The tools

Ping — sends ICMP Echo Request, waits for Echo Reply. Tests reachability and RTL. Only tests ICMP — a host can be serving HTTP fine while blocking ping.

Traceroute — sends probes with incrementing TTL. Each router that drops TTL to 0 sends back an ICMP “Time Exceeded”, revealing its identity. * * * means that router didn’t respond to the probe — not that the connection is broken. Your actual HTTP/gRPC traffic may be flowing through fine.

What the data showed (voltnet-omni investigation)

Context: api-dev.voltnet.io is an AWS ELB in Singapore, only accessible via Tailscale (beepevpn).

Without VPN → api-dev.voltnet.io: Traffic dies after 2 hops. Dev endpoint is not exposed to the public internet by design.

With VPN → api-dev.voltnet.io:

1  beepevpn (192.168.8.1)   ~5ms   Tailscale virtual gateway
2  10.9.0.1                 ~8ms   VPN internal router
3  244.5.0.x                ~15ms  VPN internal routers
4+ * * *                           AWS infra (silent, but reachable ✅)

With VPN → 8.8.8.8: Also routes through Tailscale — this is a full-tunnel VPN, not split-tunnel.

Mental model

Without VPN:
MacBook → Home router → ISP → (blocked at AWS boundary)

With VPN (full-tunnel):
MacBook → Tailscale (192.168.8.1) → VPN routers → AWS internal network → ELB
          └── all traffic goes this way, including 8.8.8.8

VPN adds ~10–15ms overhead. The 244.5.x.x / 240.x.x.x / 242.x.x.x IPs are internal VPN addresses — not publicly routable.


Return, from the data below, each line that contains the word "Wyszukiwanie".

§ Supplied records
►

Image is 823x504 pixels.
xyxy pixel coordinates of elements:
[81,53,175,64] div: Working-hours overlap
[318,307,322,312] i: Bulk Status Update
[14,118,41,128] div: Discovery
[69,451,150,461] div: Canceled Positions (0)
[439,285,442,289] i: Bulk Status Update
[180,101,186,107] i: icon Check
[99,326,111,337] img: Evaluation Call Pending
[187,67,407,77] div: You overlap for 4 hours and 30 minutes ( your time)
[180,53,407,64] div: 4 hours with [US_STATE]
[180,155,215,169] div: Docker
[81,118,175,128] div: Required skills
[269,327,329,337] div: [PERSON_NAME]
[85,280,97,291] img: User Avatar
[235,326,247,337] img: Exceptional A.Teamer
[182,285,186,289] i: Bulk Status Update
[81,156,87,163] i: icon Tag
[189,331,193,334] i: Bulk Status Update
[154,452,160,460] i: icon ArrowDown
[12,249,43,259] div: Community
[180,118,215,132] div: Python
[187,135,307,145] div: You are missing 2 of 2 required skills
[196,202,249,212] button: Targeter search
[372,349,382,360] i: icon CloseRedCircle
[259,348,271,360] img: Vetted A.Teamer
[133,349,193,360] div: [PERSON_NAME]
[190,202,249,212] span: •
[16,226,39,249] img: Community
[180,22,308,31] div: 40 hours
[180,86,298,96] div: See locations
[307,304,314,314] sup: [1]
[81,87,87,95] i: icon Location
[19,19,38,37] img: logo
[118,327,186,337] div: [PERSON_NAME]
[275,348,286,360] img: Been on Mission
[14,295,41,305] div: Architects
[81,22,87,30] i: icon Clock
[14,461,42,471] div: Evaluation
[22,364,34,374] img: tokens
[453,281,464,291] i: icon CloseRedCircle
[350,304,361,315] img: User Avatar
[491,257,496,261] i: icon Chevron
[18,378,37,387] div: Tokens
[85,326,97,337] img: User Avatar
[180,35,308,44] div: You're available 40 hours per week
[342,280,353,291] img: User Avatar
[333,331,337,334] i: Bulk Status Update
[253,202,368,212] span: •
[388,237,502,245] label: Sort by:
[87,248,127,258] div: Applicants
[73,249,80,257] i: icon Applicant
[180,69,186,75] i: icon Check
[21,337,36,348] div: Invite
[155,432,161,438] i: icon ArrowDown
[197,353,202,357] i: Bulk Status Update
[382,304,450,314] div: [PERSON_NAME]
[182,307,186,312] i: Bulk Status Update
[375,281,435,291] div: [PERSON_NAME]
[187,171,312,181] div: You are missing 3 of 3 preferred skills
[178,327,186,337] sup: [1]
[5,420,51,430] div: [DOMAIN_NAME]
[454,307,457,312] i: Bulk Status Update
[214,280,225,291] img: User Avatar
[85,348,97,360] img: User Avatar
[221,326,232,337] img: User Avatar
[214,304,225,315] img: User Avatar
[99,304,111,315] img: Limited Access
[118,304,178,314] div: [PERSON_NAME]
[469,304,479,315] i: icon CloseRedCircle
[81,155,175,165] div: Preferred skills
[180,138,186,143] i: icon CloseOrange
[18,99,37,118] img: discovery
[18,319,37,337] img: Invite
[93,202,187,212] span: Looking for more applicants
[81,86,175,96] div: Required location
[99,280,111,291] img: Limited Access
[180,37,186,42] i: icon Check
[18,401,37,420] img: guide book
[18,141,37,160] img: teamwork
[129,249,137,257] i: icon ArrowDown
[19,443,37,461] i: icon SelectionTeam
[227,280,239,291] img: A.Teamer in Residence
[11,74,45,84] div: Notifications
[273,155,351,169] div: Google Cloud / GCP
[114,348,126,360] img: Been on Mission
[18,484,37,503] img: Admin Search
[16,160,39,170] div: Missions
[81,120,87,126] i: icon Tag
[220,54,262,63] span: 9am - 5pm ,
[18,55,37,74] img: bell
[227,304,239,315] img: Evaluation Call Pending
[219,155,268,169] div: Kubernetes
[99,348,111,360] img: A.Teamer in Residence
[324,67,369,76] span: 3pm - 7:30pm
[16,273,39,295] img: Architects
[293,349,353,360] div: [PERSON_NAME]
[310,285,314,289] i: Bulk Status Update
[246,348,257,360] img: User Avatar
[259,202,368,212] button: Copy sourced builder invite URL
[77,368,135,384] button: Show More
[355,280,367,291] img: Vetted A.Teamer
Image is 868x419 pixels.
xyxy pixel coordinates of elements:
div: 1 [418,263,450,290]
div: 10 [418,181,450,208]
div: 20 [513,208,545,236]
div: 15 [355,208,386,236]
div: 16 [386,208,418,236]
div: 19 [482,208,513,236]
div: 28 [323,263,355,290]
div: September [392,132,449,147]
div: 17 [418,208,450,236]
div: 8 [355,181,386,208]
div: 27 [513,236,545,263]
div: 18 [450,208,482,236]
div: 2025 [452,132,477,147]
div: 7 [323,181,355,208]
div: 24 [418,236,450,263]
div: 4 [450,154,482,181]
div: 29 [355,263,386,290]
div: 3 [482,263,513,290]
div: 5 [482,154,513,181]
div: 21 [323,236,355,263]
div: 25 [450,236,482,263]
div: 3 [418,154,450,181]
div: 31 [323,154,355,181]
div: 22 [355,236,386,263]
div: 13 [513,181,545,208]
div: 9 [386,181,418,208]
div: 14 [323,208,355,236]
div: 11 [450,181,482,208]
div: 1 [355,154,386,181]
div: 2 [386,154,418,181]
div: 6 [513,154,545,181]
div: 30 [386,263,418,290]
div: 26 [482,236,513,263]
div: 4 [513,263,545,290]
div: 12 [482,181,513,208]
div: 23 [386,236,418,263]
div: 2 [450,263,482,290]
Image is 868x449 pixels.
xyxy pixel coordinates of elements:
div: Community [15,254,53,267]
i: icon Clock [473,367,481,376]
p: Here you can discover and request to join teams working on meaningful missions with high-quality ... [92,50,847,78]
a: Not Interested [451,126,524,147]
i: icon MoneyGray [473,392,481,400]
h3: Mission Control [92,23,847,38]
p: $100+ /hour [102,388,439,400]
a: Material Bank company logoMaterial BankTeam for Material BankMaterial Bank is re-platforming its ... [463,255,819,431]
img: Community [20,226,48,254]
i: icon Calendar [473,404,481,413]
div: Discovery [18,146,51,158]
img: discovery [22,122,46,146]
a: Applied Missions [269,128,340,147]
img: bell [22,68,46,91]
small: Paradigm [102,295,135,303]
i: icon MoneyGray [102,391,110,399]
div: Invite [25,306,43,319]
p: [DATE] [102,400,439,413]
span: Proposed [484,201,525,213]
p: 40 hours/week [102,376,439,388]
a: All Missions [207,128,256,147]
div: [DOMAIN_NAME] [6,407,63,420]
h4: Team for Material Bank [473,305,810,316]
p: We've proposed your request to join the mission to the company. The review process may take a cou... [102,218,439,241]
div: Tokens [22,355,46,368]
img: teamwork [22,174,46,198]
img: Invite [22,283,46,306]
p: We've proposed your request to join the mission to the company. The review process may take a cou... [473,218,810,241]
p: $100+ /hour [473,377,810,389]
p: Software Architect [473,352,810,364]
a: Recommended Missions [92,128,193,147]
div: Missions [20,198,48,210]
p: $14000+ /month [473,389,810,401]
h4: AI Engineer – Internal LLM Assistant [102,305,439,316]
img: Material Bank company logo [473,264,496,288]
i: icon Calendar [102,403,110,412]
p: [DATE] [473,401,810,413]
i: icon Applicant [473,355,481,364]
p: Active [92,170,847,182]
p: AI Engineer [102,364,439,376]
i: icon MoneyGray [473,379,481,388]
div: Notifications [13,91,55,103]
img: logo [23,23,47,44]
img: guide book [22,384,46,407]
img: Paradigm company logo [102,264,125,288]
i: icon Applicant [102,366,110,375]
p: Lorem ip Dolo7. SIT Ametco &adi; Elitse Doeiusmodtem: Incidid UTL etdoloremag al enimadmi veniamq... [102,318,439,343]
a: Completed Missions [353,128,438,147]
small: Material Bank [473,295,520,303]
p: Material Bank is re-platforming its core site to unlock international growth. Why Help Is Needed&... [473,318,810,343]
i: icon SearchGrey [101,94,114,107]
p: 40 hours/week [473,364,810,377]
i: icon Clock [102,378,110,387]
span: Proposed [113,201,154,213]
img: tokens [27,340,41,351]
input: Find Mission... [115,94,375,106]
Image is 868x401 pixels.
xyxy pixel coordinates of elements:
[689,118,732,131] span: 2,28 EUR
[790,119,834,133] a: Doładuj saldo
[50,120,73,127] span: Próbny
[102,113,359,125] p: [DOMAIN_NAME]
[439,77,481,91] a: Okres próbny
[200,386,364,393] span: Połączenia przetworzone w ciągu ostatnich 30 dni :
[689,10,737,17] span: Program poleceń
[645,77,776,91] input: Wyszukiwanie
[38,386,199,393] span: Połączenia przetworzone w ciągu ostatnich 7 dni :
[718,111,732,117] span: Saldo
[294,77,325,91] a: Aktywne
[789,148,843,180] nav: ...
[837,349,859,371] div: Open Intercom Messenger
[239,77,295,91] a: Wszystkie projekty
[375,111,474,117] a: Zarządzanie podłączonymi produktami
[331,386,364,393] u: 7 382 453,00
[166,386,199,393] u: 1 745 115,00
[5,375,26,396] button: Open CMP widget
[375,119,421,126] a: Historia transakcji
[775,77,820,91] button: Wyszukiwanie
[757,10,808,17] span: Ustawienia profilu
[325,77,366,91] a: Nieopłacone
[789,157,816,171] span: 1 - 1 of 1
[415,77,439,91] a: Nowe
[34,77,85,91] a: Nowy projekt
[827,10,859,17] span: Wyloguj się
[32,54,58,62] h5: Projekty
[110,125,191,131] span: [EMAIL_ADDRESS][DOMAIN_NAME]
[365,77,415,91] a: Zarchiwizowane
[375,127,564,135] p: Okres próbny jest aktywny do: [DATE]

◄

§ The answer
[645,77,776,91] input: Wyszukiwanie
[775,77,820,91] button: Wyszukiwanie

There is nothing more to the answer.